To his surprise, he was accepted to both. He has decided to attend the University of Pennsylvania, but there's a catch: Mr. Jefferson has decided to defer for a year to go to Israel. Still, getting into a top choice this late in the year is thrilling.
"I was in shock," Mr. Jefferson says. When an admission representative from the University of Pennsylvania called, he accepted immediately. "It's so unheard of to get off the wait list."
The unpredictable nature of college admissions began in the fall of 2006, when Harvard and Princeton announced they would eliminate early-admissions programs, leading this year's applicants who would have otherwise committed to those schools to send multiple applications to other top schools. Harvard and Princeton expected to lose a portion of their admitted students to competitors. And other highly selective schools thought that some applicants would hold out for Harvard and Princeton.
Second, as Congress pressured schools to spend more of their endowments on students, Stanford, Yale and Harvard universities altered their financial-aid eligibility requirements to include more middle- and upper-class students. And other schools in the past year have said they would cap or eliminate need-based loans in financial-aid packages and replace them with grants.
Such uncertainties led many schools to be conservative in their initial round of acceptances. Colleges say the worst-case scenario is to have more students enroll than can be accommodated with on-campus housing. "We had a limited number of beds on campus," says , Princeton's dean of admission. "We had intended to come in below our target and then use the wait list."
Also at stake for elite schools is yield -- the percentage of students accepted who decide to attend. That figure is closely monitored by competing schools, potential donors and applicants as an indication of a college's appeal.
By accepting fewer students than what they need initially and pulling from the wait list later, colleges can try to minimize the number of students who receive offers and say "no." "They can actually boost their yield," says , who was an admissions officer at Stanford for 15 years and is now director of college counseling at San Francisco University High School.
Students who have been wait listed and are willing to hold out for their top choices generally let the schools know. Additionally, "a lot of colleges will call the students on the wait list to see if they are interested," says , dean of admission at the University of Virginia. "So I think a lot of times, colleges are able to be pretty accurate in predicting which wait-list people will come."

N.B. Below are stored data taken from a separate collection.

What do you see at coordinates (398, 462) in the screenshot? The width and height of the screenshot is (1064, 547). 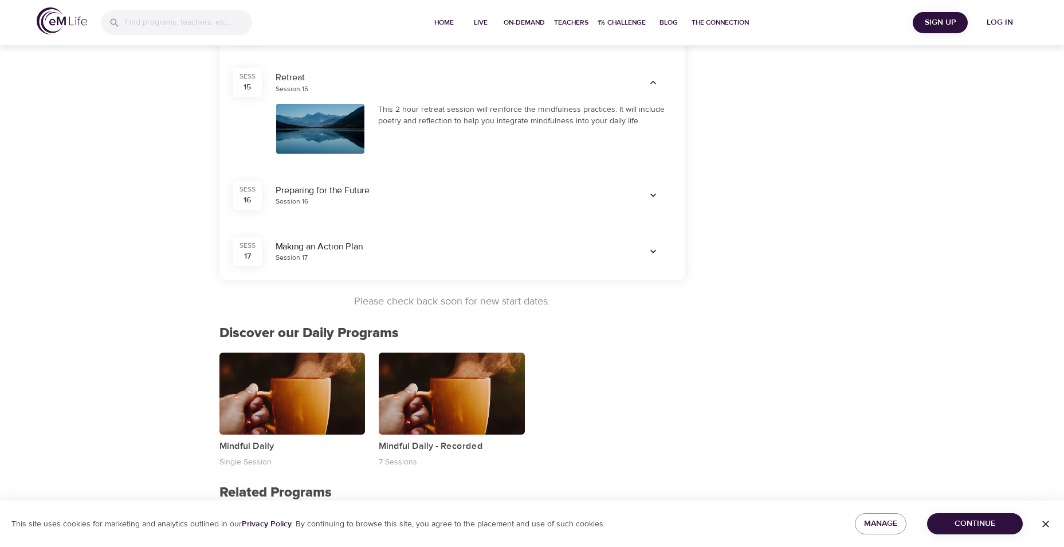 I see `p: 7 Sessions` at bounding box center [398, 462]. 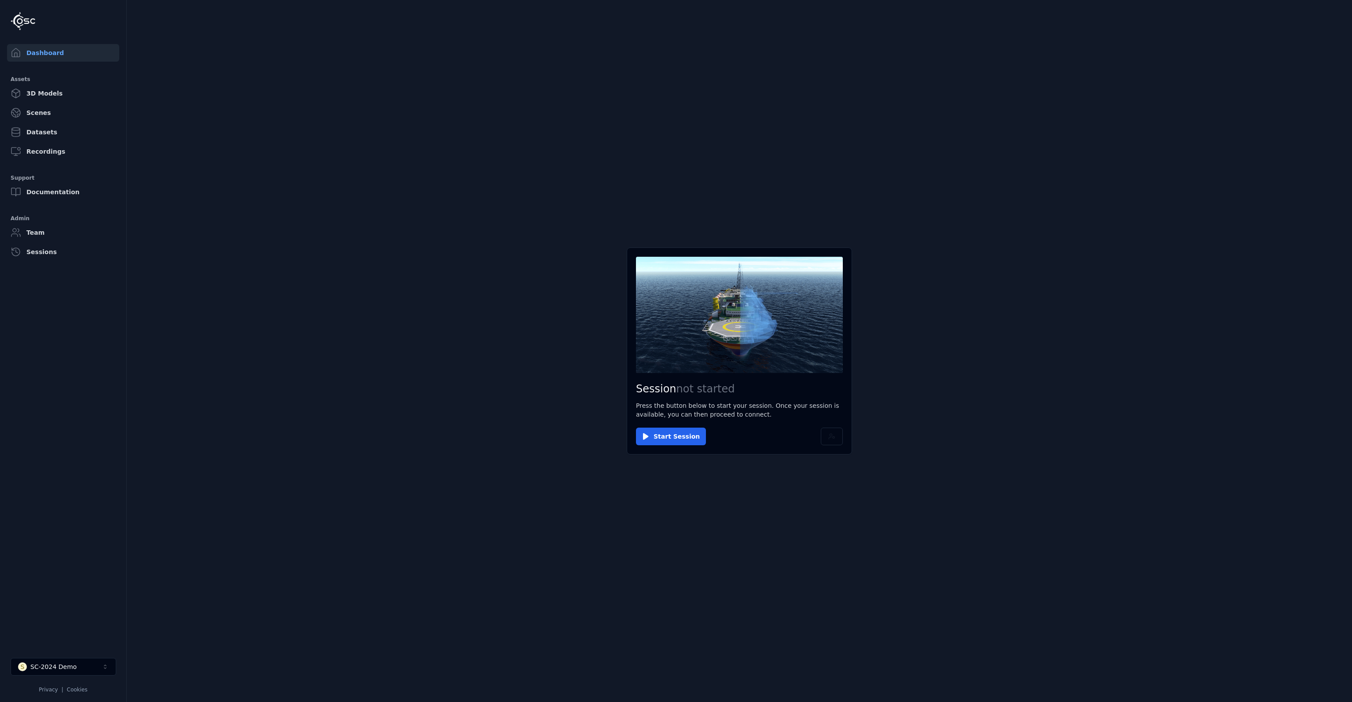 What do you see at coordinates (706, 389) in the screenshot?
I see `span: not started` at bounding box center [706, 389].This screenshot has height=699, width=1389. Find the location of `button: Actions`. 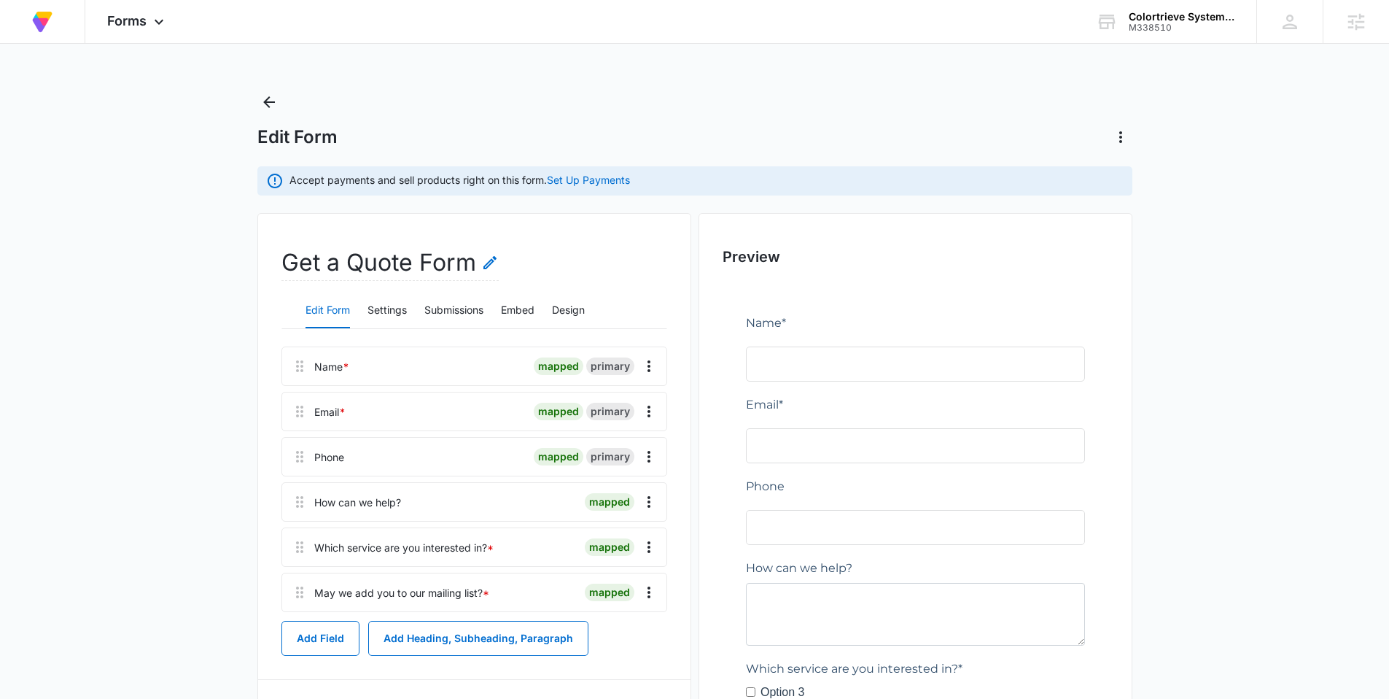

The University of Virginia, like Harvard and Princeton, ended its early-admissions programs this year after concluding that policies put low-income and underrepresented students at a disadvantage. Critics of early-admission programs say that they don't enable low-income students to compare financial aid packages.
All three schools saw their yields decline this year, as admissions officials expected. Princeton's was about 60%, while in previous years, when the school still offered early admission, that figure was 67% or 68%. Harvard's Mr. Fitzsimmons expects the yield to be about 76% this year, down from 78%. At the University of Virginia, the yield declined to 48.8% this year from 50.8% last year -- but the drop wasn't as large as anticipated, so the school has not yet taken any students from the wait list this year, Mr. Blackburn says.
To be sure, not all schools are seeing increases in their numbers of wait-list offers. Stanford University, for instance has taken zero students from the wait list so far this year, the same as last year. "We are keeping a small number on the wait list just to respond to other wait list activity around the nation," says , dean of undergraduate admission and financial aid.